More than likely some occupying with continue, alongside other approaches. The movement of some occupation sites onto what activists thought would be more receptive university campuses has instead demonstrated the complicity of higher education administrators in upholding social inequality. While this is an important move to deepen the connection to campuses (always a key site of protest), there is also a danger in this strategy of isolating the movement to students and faculty, while a major strength of the movement has been its broad social spectrum.
Other emerging strategies include calls for general strikes, with echoes of the Vietnam War era moratorium strategy -- a call for ending all business as usual until change occurs, and cross country marches, some of which were effective in the Black Civil Rights, Chicano/a and American Indian movements. The latter, of course, also pioneered the occupation strategy, taking over first Alcatraz island in San Francisco, and later the Wounded Knee battleground site.

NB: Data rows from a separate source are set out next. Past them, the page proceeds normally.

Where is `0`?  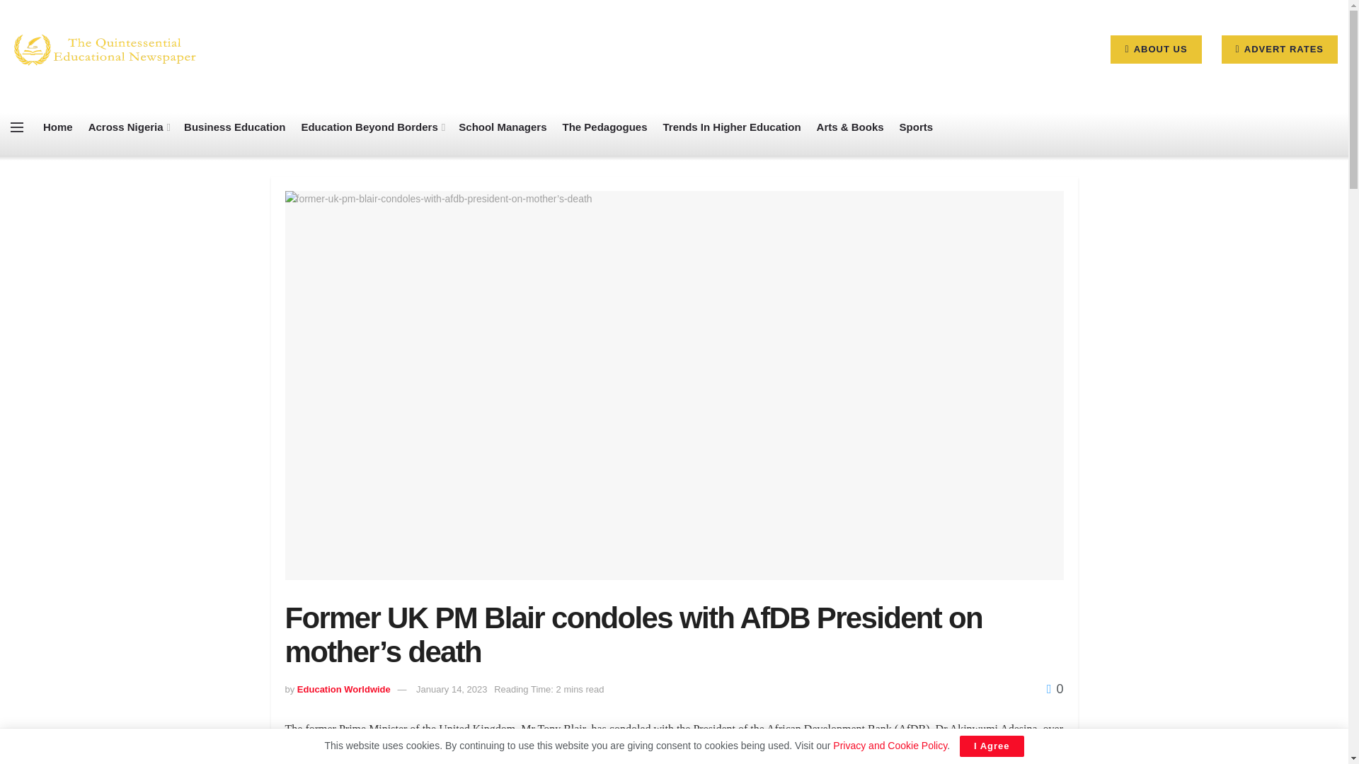 0 is located at coordinates (1055, 689).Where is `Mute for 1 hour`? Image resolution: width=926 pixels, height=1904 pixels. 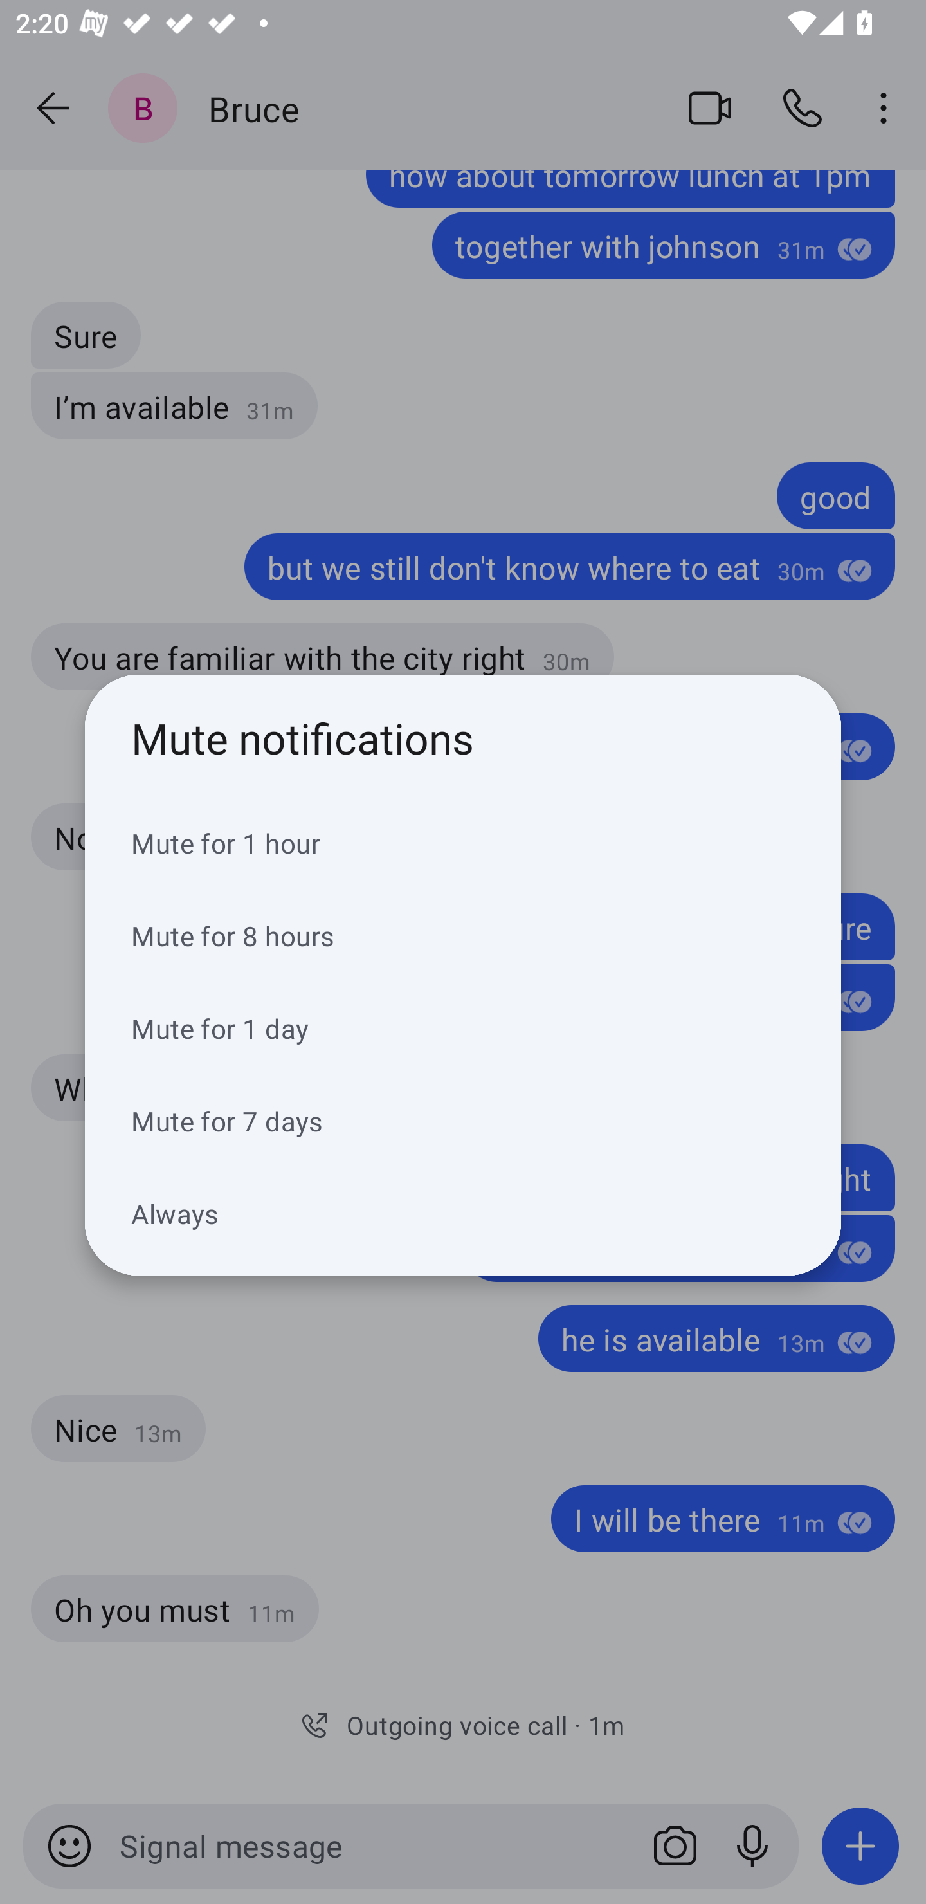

Thus far, the #Occupy Movement has largely targeted the people responsible for economic distress and inequality. What about actions that draw attention to the folks being hurt most by the recession? What about solidarity marches to homeless shelters, food banks, unemployment offices, defunded medical and mental health facilities, and prisons? Some of these events could include volunteer work (carefully arranged to be helpful, not intrusive) that would clarify the costs of recent cuts to social services, and show the movement to be proactive, not simply reactive. These actions could avoid being mere charity in that they would be used to draw attention to the desperate need for public funding of social programs that are often matters of life and death, and that could be reestablished by fairer taxation and less corporate welfare.
Some occupation energy will also no doubt be transferred into the electoral arena, pushing for candidates sympathetic to movement arguments. But historically, for electoral strategies to be meaningful, there must be continued pressure from the streets, from protest embodying greater political imagination and a deeper analysis than is present in mainstream politics.
Some Key Links to Hear Directly from the Movement
- Occupy Wall Street Site of the original NYC organizers. Nevertheless, an "unofficial de facto" set online resources that does not claim to speak for all.
- Occupy Together Site to track the hundreds of groups reflecting nation-wide spread of the movement.
- New York City Assembly Site that gives insight into the internal process of the movement in NYC.